Iraq’s Kurds begin a week of mourning for ex-leader Talabani
FLAGS FLEW at half-mast across Iraq’s northern autonomous Kurdish region yesterday as Iraqi Kurds began observing a week of mourning following the death of the country’s former president, Jalal Talabani, once a symbol of unity.
Mr Talabani’s death in a Berlin hospital on Tuesday afternoon, at the age of 83, came days after Iraqi Kurds’ controversial referendum on independence that has angered Baghdad and the region.
A longtime Kurdish guerrilla leader, in 2005 Mr Talabani became the head of state of what was supposed to be a new Iraq two years after the country was freed from the rule of Saddam Hussein. He was seen as a unifying elder statesman who could soothe tempers among Iraq’s Shiites, Sunnis and Kurds.
He suffered a stroke in 2012, after which he was moved to Germany for treatment and faded from Iraq’s political life.
Sadi Ahmed Pire, a spokesman for the Kurdish party which Mr Talabani headed, said that his burial would take place in the city of Sulaimaniyah over the weekend.
Following news of Mr Talabani’s death, leaders across Iraq and beyond released statements expressing their condolences.
Mr Talabani was “a longstanding figure in the fight against dictatorship and a sincere partner in building a new democratic Iraq”, Iraqi Prime Minister Haider alAbadi said in a statement posted on Facebook.
Kurdish regional president and longtime Talabani rival Masoud Barzani described him on Twitter as a “comrade”.
The United Nations described Mr Talabani as “a leading voice of moderation, dialogue, mutual understanding and respect in Iraq’s contemporary politics” and a “patriot of unique wisdom and foresight”.
“From the battlefront trenches in the 1980s during the struggle against dictatorship to the halls of power in Baghdad in the past decade, ‘Mam Jalal’ worked for and promoted national rights,” said Jan Kubis, the UN’s special representative to Iraq, using Mr Talabani’s Kurdish nickname which translates as “Uncle Jalal”.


Below are some records. Pull every line that contains the word "series".
*** Task data Section Begins ***
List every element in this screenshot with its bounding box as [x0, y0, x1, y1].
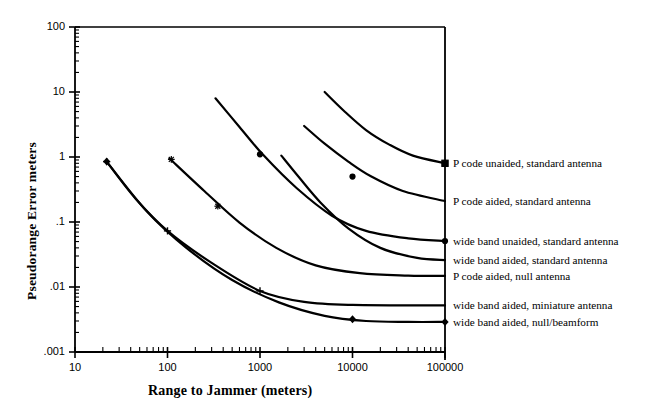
- x-tick-100: 100: [138, 362, 198, 373]
- x-tick-10000: 10000: [323, 362, 383, 373]
- y-tick-.001: .001: [21, 346, 65, 357]
- y-tick-10: 10: [21, 86, 65, 97]
- x-tick-10: 10: [45, 362, 105, 373]
- legend-item-5: wide band aided, miniature antenna: [453, 299, 612, 311]
- legend-item-2: wide band unaided, standard antenna: [453, 235, 619, 247]
- y-axis-title: Pseudorange Error meters: [24, 142, 40, 300]
- series-line-4: [168, 156, 445, 276]
- legend-item-0: P code unaided, standard antenna: [453, 157, 602, 169]
- series-line-5: [103, 158, 445, 305]
- legend-item-6: wide band aided, null/beamform: [453, 316, 598, 328]
- legend-item-4: P code aided, null antenna: [453, 270, 570, 282]
- legend-item-3: wide band aided, standard antenna: [453, 254, 607, 266]
- chart-figure: 100101.1.01.001 10100100010000100000 P c…: [0, 0, 668, 417]
- series-line-1: [304, 126, 445, 201]
- legend-item-1: P code aided, standard antenna: [453, 195, 591, 207]
- y-tick-100: 100: [21, 21, 65, 32]
- x-tick-100000: 100000: [415, 362, 475, 373]
- x-axis-title: Range to Jammer (meters): [148, 383, 312, 399]
- x-tick-1000: 1000: [230, 362, 290, 373]
- series-line-0: [325, 92, 449, 166]
- series-line-2: [215, 98, 448, 244]
- series-line-6: [103, 158, 449, 326]
- log-log-line-chart: [0, 0, 668, 417]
*** Task data Section Ends ***
> [Written response]
- series-line-4: [168, 156, 445, 276]
- series-line-5: [103, 158, 445, 305]
- series-line-1: [304, 126, 445, 201]
- series-line-0: [325, 92, 449, 166]
- series-line-2: [215, 98, 448, 244]
- series-line-6: [103, 158, 449, 326]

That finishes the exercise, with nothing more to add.